Moses raised his hands in prayer during the day-long battle. And as long as he did so, Joshua’s troops got the better of Amalek’s. But Moses would get tired from time to time; so he’d lower his hands. When he did so, Amalek’s troops got the better of Joshua’s.

“To solve the problem, Aaron and Hur sat Moses down on this stone you see before us. They held up his arms during the entire battle. That strategy saved the day. Joshua won his battle “mowing down Amelek and his people.”

So here we have a God who responds to ad hoc prayers and reverses history so that one group of his children might “mow down” another group of people he supposedly loves. Hmmm. . . .

In today’s gospel, Jesus has another approach to prayer. For him, prayer is not an ad hoc affair – about changing God’s mind. Rather, praying always represents the adoption of an attitude that consistently seeks justice for the oppressed. Praying always means living from a place that won’t let go of justice concerns like those that drive Medea Benjamin, Elizabeth Warren and Amy Goodman.

To illustrate that point for his own time, Jesus tells a comic parable about a persistent woman. (Remember, he’s speaking to people who have no power in a legal system, which, like ours favors the wealthy and powerful.)

“Imagine a judge,” Jesus said. “He’s like most of the judges we know. He doesn’t give a damn about the God of the poor, and he doesn’t care what people like us think of him.” (Already Jesus’ audience is smiling seeing a funny story coming.)

“But then along comes this widow-woman. Like all of us, she’s poor, and as usual, the judge pays no attention to her.” (Jesus’ audience recognizes the syndrome; they nod to each other.)

“But this woman’s a nagger,” Jesus says. (Now his audience is snickering and chuckling.)

“She just won’t let go. And she’s strong and aggressive besides. She comes back day after day insisting that she get justice against her adversary. And as the days go by, she gets more and more insistent – and threatening. So much so that the judge starts getting worried about his own safety.

(Laughter from the crowd . . .)

“’While it is true,’ he says to himself, ‘that I neither fear God nor respect any human being, because this widow keeps bothering me I shall deliver a just decision for her lest she finally come and strike me.’”

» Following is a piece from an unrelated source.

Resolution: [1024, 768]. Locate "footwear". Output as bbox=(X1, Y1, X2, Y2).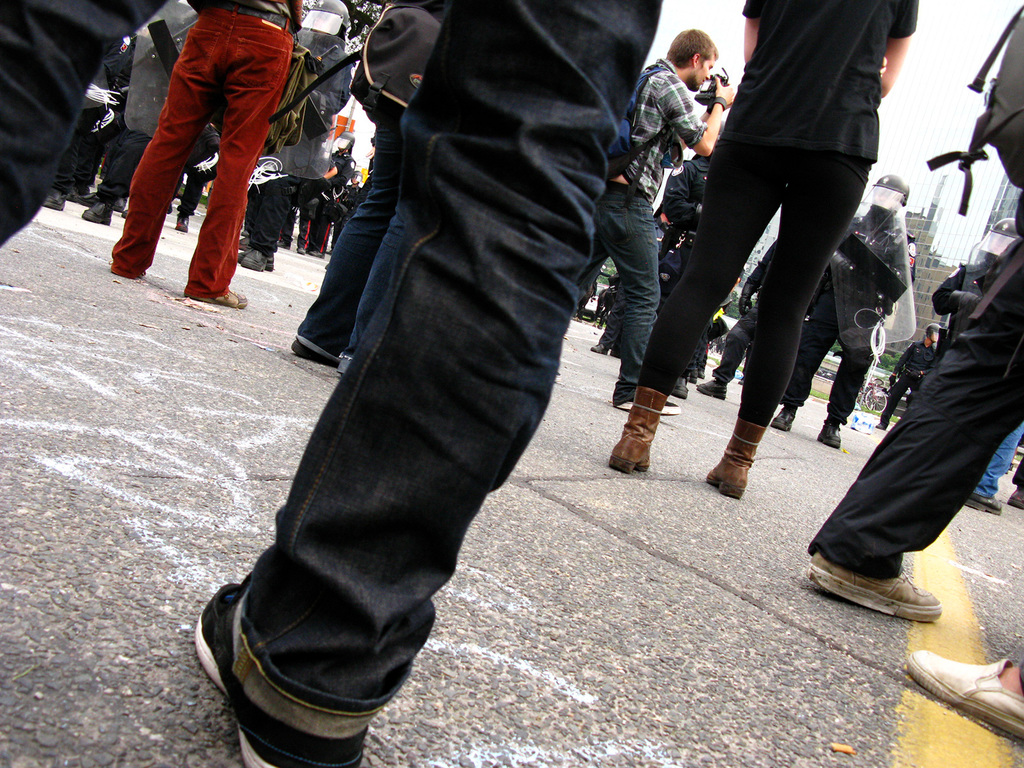
bbox=(697, 378, 723, 407).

In other words, this macho judge is afraid of this poor widow; he’s afraid she’ll come and beat him up!

Can you imagine Jesus saying that without smiling broadly – and without the crowd roaring in laughter?

Anyway, here’s Jesus point: “If an unjust judge responds to the prayer of the poor like that, how do you suppose the All-Parent will respond when we ask for justice? The All-Parent will respond swiftly, Jesus says, because that’s who God is – the one who (as Martin Luther King put it) has established an arc of history that bends towards justice.

Prayer, then, is about reminding ourselves of that fact, trusting and having faith that in the long run justice and truth will prevail. Taking that position in the face of overwhelming evidence to the contrary, takes great faith that’s harder and harder to find.

So Jesus ends his parable with the rhetorical question, “When the Son of Man returns, do you think he’ll find that kind of faith anywhere?”

What I’m suggesting here is that today we’re more likely to find that kind of faith, that kind of prayer, that kind of persistence in women rather than men. The example of social activist Medea Benjamin encourages us to find our voices in defense of the voiceless in U.S. prison camps throughout the world. Politician, Elizabeth Warren, calls us to pray always by calling into question received truths like those surrounding “self-made men.” Amy Goodman and her “War and Peace Report” inspire us to renounce ideas of God that call us to “mow our enemies down.”

Thank God for persistent women! We men have an awful lot to learn from them.